On Tuesday, five officers convicted for the role in the 2005 Danziger Bridge shootings in New Orleans were granted a new trial due to numerous disparaging anonymous online posts by federal prosecutors. I did some more digging, and what I've turned up is disturbing enough to demand further investigation.
The saga actually dates back to March 2012, when Fred Heebe, the owner of the River Birch landfill, filed a defamation suit in which he dropped a bombshell--a federal prosecutor was anonymously slamming him on NOLA.com. The landfill was the target of an extensive federal bribery investigation, and Heebe believed that Sal Perricone, the lead federal trial attorney in New Orleans, was behind the posts. According to James Fitzgerald, a former FBI profiler who helped unmask the Unabomber, several posts by user "HenryLMencken1951" used language that was very similar to filings made by federal prosecutors in the River Birch case. He also displayed a much greater interest in that case, and other goings-on in the U.S. Attorney's office, than conventional wisdom would suggest for a typical reader. Only two days later, U.S. Attorney Jim Letten confirmed that Perricone was behind the posts. As if he had a choice, Perricone resigned on March 20.
Two months later, with the ink barely dry on their convictions, the five officers filed an appeal, principally based on evidence that Perricone had slammed them online. According to the order for a new trial, Perricone--using various monikers including HenryLMencken1951, Crawdaddy and LegacyUSA--had begun attacking the officers and the NOPD in general as early as 2008. He also made several posts in the wake of the guilty plea of one of the officers, Michael Lohman, urging the other defendants to plead guilty. It also reveals that Perricone and Justice Department official Karla Dobinski used their online posts to post running commentary of the trial. Dobinski's involvement is especially troubling, since she was charged with ensuring that prosecutors didn't improperly use the testimony one of the defendants, Kenneth Bowen, gave to a state grand jury investigating the case.
The way I'm reading the order for a new trial, this appears to be one of the primary reasons why the verdicts were thrown out. Perricone's posts prior to the trial amounted to an attempt to "poison the well" and influence the thinking of potential jurors. Additionally, the jury wasn't sequestered, and thus could easily have been swayed by Perricone and Dobinski's commentary on the trial. Those five officers were manifestly guilty, and deserved every day of the sentences originally imposed. In the cases of four of them, the sentences would have either kept them in prison for life or made them very old men by the time they got out. However, Perricone and Dobinski engaged in high-tech jury tampering and witness intimidation. You simply cannot tolerate that in a criminal trial, no matter how overwhelming the evidence may be.

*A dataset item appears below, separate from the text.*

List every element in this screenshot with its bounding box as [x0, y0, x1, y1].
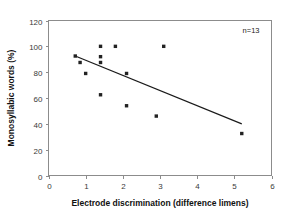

As I mentioned on Wednesday, two things make this particularly disturbing. One is that this behavior was completely unnecessary. The evidence against the officers was overwhelming, and a conviction would have been a near-certainty in any event.
The second is that Perricone's actions may directly affect the outcome of other trials as well. For instance, former mayor Ray Nagin wants his federal corruption trial postponed due to numerous anonymous comments about him that are now confirmed to have been made by Perricone. Also, former city affordable housing director Stacey Jackson, who is facing conspiracy charges, claims racially inflammatory statements by Perricone could help her defense. And that's not even counting any number of people sitting in federal prison whose convictions could now be in doubt due to these comments. Seems to me that the only way this can be addressed is a root-and-branch investigation of the goings-on in that office under Letten's tenure.